WHILST I can manage to bumble along with my mobile phone, it has certain facilities which I am (a) unlikely to use and (b) unlikely to understand but, having mastered text messages, I find these an economical and enjoyable pastime at only 10p a time. Telephones, though, were not always the taken-for-granted marvel that they are today.

Whilst still a young teenager, I used to do football reports of local team activities for the Football Press, which the Evening Press produced each Saturday as a special issue, and will always remember the folks waiting outside North's paper shop in Wheelgate, around where Hoppers now are, anxious for the local and national results. I'm talking of 1936, when I don't think everyone would even have a radio, sorry, wireless set. I've often wondered if this makes me the York & County Press's oldest contributor.

At nine pence a match, I could sometimes notch up two local matches on a Saturday afternoon if they were home games and I pedalled between them fast enough. That was 1s 6d, 18 pence as it was often referred to. A fortune, and much more than my pocket money. If the local team, Taylors Norton United, were playing away, I got a free ride on the bus, and would ring in the results from whatever village we were at. I had to pay for the phone call out of my ninepence!

I well remember going to one village post office and asking the post mistress if I might use the telephone please. She looked a bit apprehensive, as though thinking "What's a young lad like this wanting a telephone for?"

However, bending down she produced a 'candlestick' telephone from under her front counter and plonked it down in front of me. Watching me very closely whilst I asked for the number, she stood there watching and listening whilst I read off my story, always just a 'quickie' which included anything of interest, with half and full-time scores and their scorers, and as soon as I'd finished, she whisked the phone away under the counter. "That'll be tuppence," and with the hard cash handed over, I would make for the bus journey home. I had a feeling that the telephone was her pride and joy in that tiny shop.

Headline of this week's Gazette & Herald says "More will die if A64 is not improved". Words of wisdom from a Yorkshire coroner, but which in my humble opinion should read "More will die if driving standards are not improved".

The subject is, of course, Golden Hill. A hill with a corner top and bottom but otherwise a good wide road. And what's wrong with it? Nothing at all. With the exception of illness-related crashes, the problem is that drivers go too fast, and can't cope with what then happens. If the road is further 'improved' then all that happens is that it is made faster still, and the problems remain. The only answer, as I see it is to slow down, if the standard of driving cannot be improved, and a 50mph limit for half-a-mile either side of the hill would solve all the problems. Providing it can be enforced!

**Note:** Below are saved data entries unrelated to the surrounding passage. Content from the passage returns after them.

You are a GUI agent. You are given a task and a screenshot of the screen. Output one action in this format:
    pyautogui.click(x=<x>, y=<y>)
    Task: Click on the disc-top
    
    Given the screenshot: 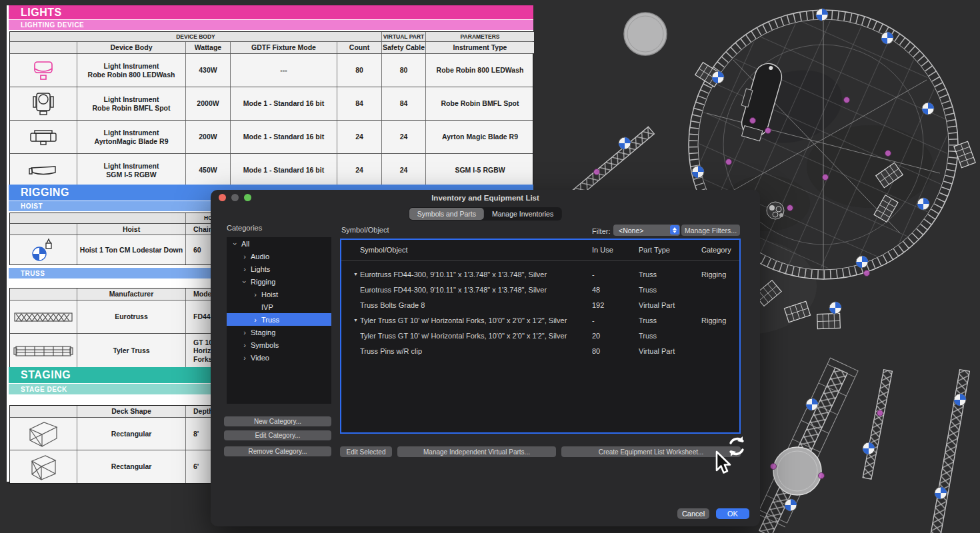 What is the action you would take?
    pyautogui.click(x=645, y=34)
    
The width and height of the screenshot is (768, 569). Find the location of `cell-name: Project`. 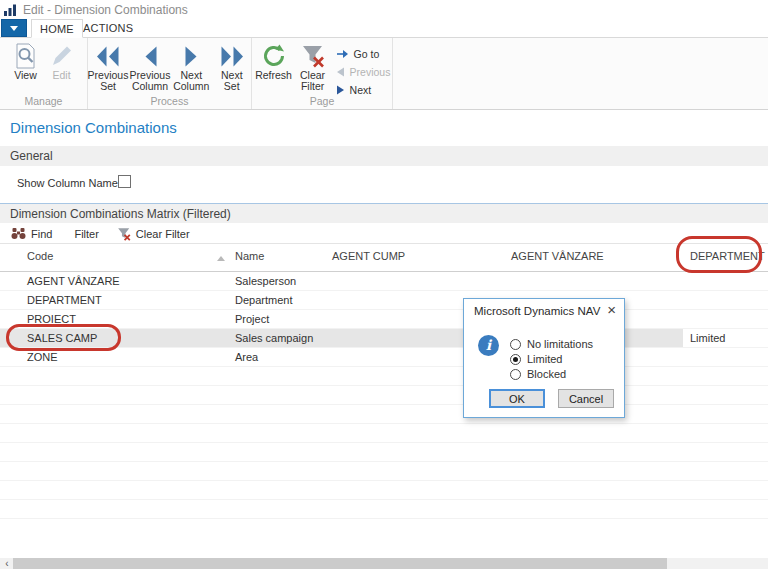

cell-name: Project is located at coordinates (278, 319).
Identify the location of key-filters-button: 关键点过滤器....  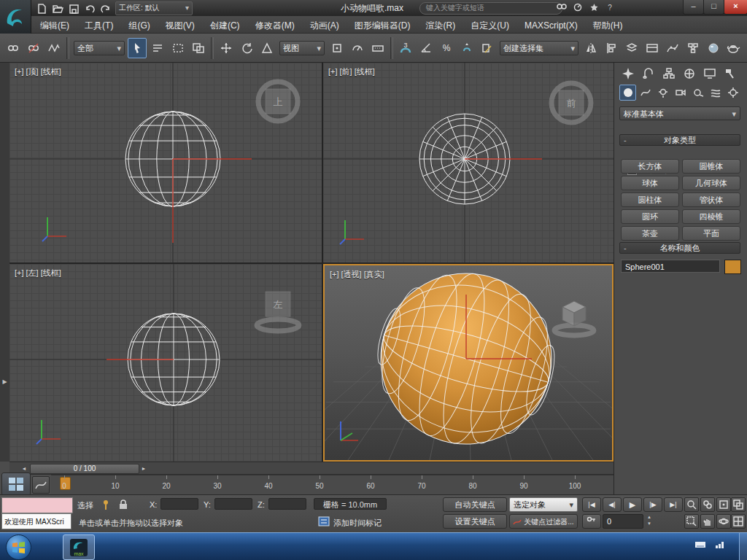
(543, 521).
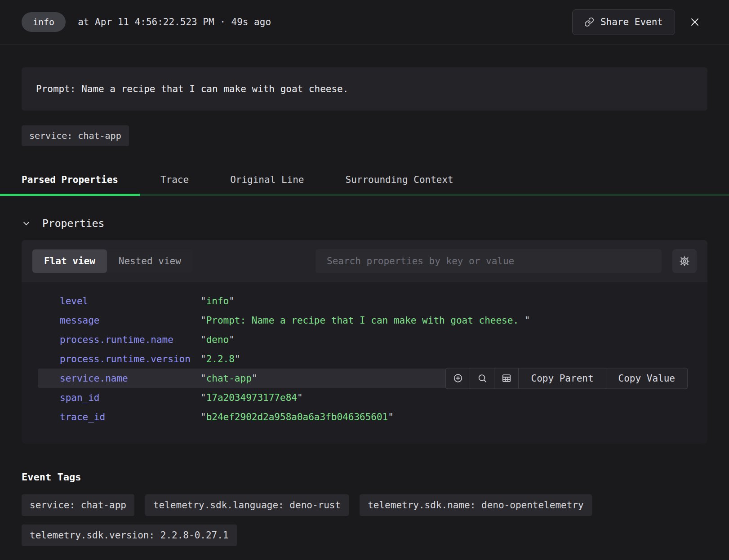 This screenshot has width=729, height=560. Describe the element at coordinates (365, 320) in the screenshot. I see `property-value: "Prompt: Name a recipe that I can make w…` at that location.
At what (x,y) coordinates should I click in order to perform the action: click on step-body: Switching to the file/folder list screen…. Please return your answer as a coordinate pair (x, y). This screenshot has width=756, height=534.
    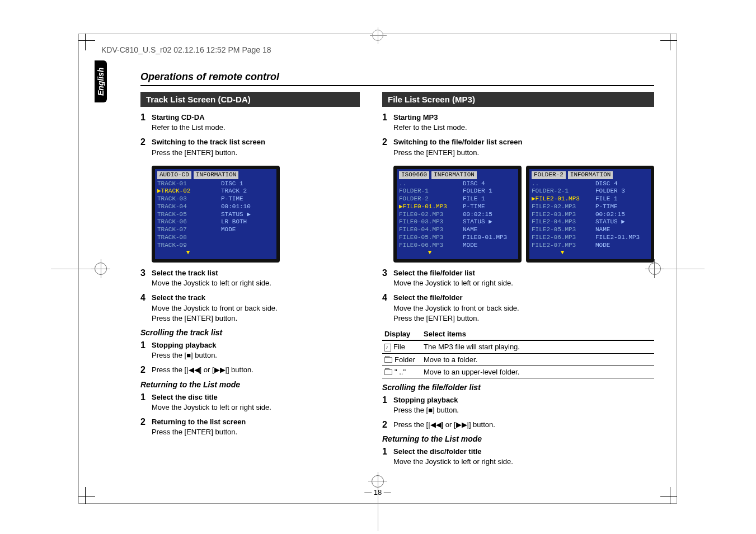
    Looking at the image, I should click on (458, 147).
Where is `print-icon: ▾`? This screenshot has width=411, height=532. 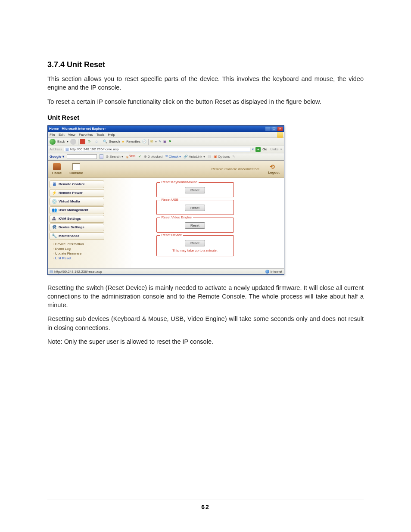 print-icon: ▾ is located at coordinates (156, 141).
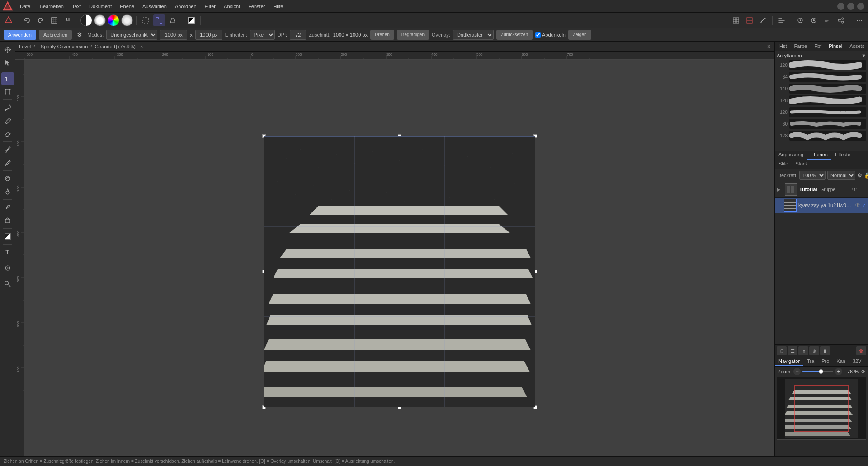 Image resolution: width=868 pixels, height=466 pixels. Describe the element at coordinates (821, 124) in the screenshot. I see `brush-item-6: 60` at that location.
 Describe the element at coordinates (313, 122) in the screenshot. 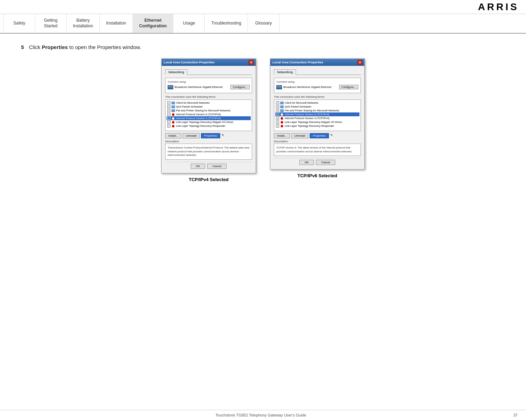

I see `item-label: Link-Layer Topology Discovery Mapper I/O…` at that location.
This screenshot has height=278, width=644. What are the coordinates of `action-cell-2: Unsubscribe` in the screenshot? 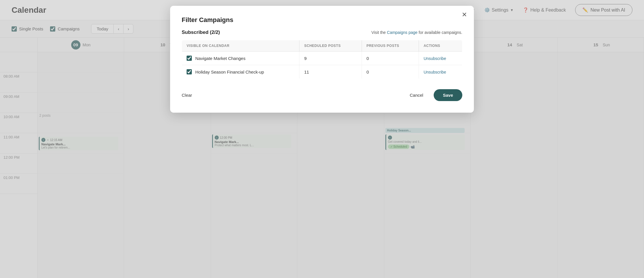 It's located at (441, 72).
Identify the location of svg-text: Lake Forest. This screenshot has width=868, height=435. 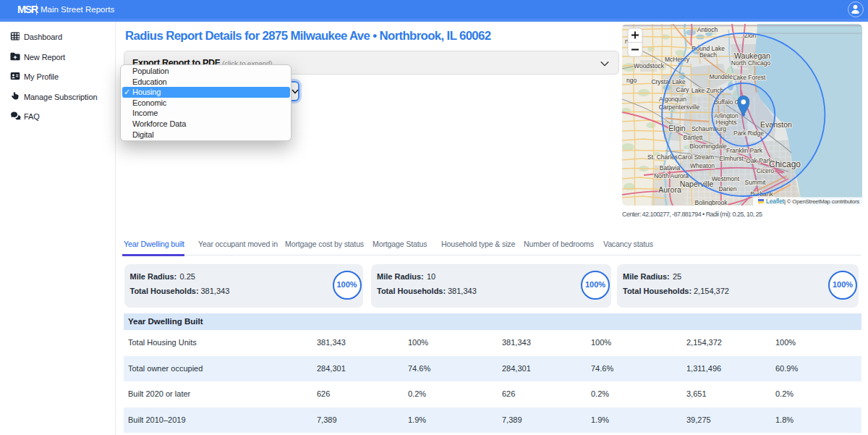
(750, 77).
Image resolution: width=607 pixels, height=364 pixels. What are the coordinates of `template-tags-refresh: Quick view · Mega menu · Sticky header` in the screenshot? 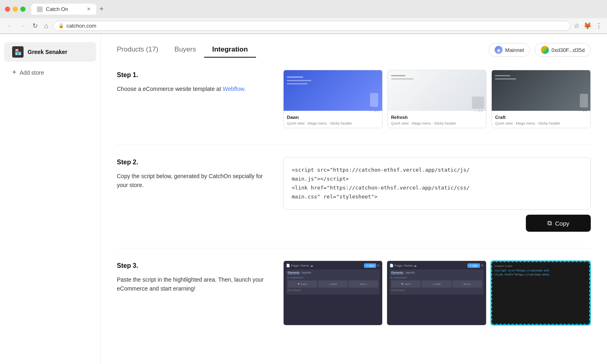 It's located at (437, 123).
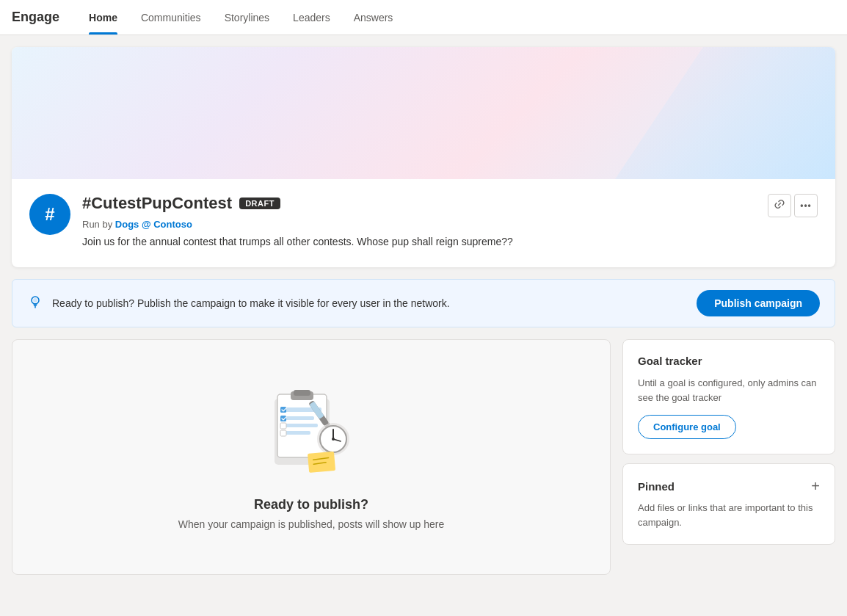  What do you see at coordinates (729, 457) in the screenshot?
I see `sidebar: Goal tracker Until a goal is configured,…` at bounding box center [729, 457].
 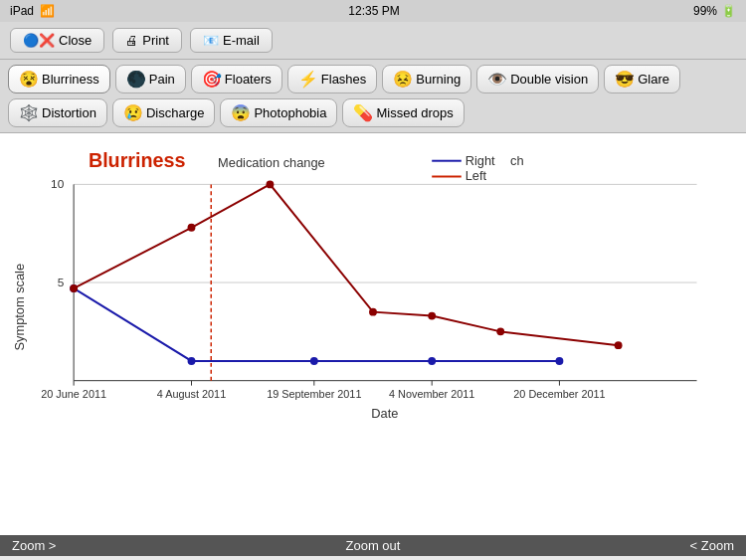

Not a costly exercise, yet no one dare do it, too unpopular, so we continue spending many thousands on road 'improvements', signs and road paint, and people continue to die and the public continue to foot the bill for extensive emergency services.

More information in about the roadside gravestone near Potter Brompton and I am now told that this is the site where a huntsman and horse fell. The rider was carried on a sheep bar to the 'Hall' where he was declared dead. No mention of the horse! However, the Gazette & Herald's editor tells me he has had some calls on this tale, and hopes to do more inquiring than I've been able to do, so we will, I expect, get to know more as time goes by. Probably even before you read this.

Whilst on the Scarborough road, I expect most of you have at some time or other travelled up or down Scarborough's Cliff Lift - the one which is no longer there. At tuppence a go for adults this was a boon to avoid the long drag up the cliff garden paths, apart from the excitement for us children. Even in later years, when cycling home from Whitby by the cliff top path, we would come in somewhere near the Corner Cafe, a ride up to the lift, put the bikes in, and catch a train home for the last lap. No charge for bikes.

A fairly rare animal, a cliff-lift, and Scarborough's was bought by Launceston Council in Cornwall, where I expect it is up and working. The only two other known examples are in Machynlleth and Bridgnorth. So today's question is - has anyone been to Launceston and seen the 'Boro's lift or maybe even had a ride on it? It would be nice to know is it's still alive and kicking.

The Lost Chord

Seated one day at the organ, I jumped as if I'd been shot,

For the dean was upon me, snarling, 'Stainer - and make it hot'.

All week I swung Stainer and Barnby, Bach, Grounod and Bunnett in A;

I said 'Gosh, the old bus is a wonder!' The Dean, with a nod, said 'Okay'.